O’Brien had no illusions about the causes of the four famines, actual or imminent, that he singled out in north-eastern Nigeria, Somalia, South Sudan and Yemen. In each case, the main culprits are wars that result in the destruction of farms, livestock herds and markets, and ‘explicit’ decisions by the military to block humanitarian aid. In Nigeria, villages in the path of the war between Boko Haram and the army have been stripped of assets, income and food. As the army slowly reduces the areas under Boko Haram control, they are finding small towns where thousands starved to death last year. The counter-insurgency grinds on, and the specialists who compile the data fed into the blandly named ‘integrated food security phase classification’ (IPC) system, worry that in this year’s ‘hungry season’, approximately June to October, communities in the war zones will again move up the IPC scale: from level four (‘humanitarian emergency’) to five (‘famine’). Last year in Nigeria, the UN and relief agencies could say that they didn’t appreciate the full extent of the crisis. This year we have been given due warning.

In South Sudan, the government and the rebel armies have fought much less against each other than against the civilian population. In the summer of 2016, evidence from aid agencies showed nutrition and death rates in the region that met the UN criteria for determining that a food crisis has reached famine levels. Fearing that declaring famine would antagonise the South Sudanese government, already paranoid and cracking down on international aid agencies (aid workers were being robbed, raped and murdered), the UN prevaricated. By February, even veterans of South Sudan’s horrendous famines of the 1980s were saying that this was as bad as anything in their experience, perhaps worse. The UN duly declared a famine.

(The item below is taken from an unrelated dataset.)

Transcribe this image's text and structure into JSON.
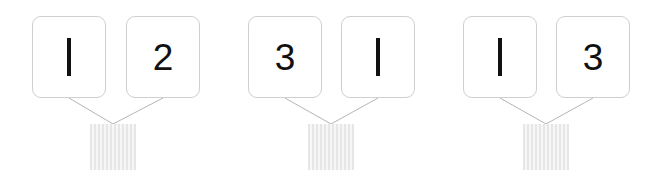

Yemen, however, is the biggest impending disaster. Don’t be fooled by pictures showing hungry people in arid landscapes: the weather had nothing to do with the famine. More than seven million people in Yemen are hungry; far more are likely to die of starvation and disease than in battles and air raids. The military intervention led by Saudi Arabia and the United Arab Emirates has strangled the country’s economy. [Continue reading…]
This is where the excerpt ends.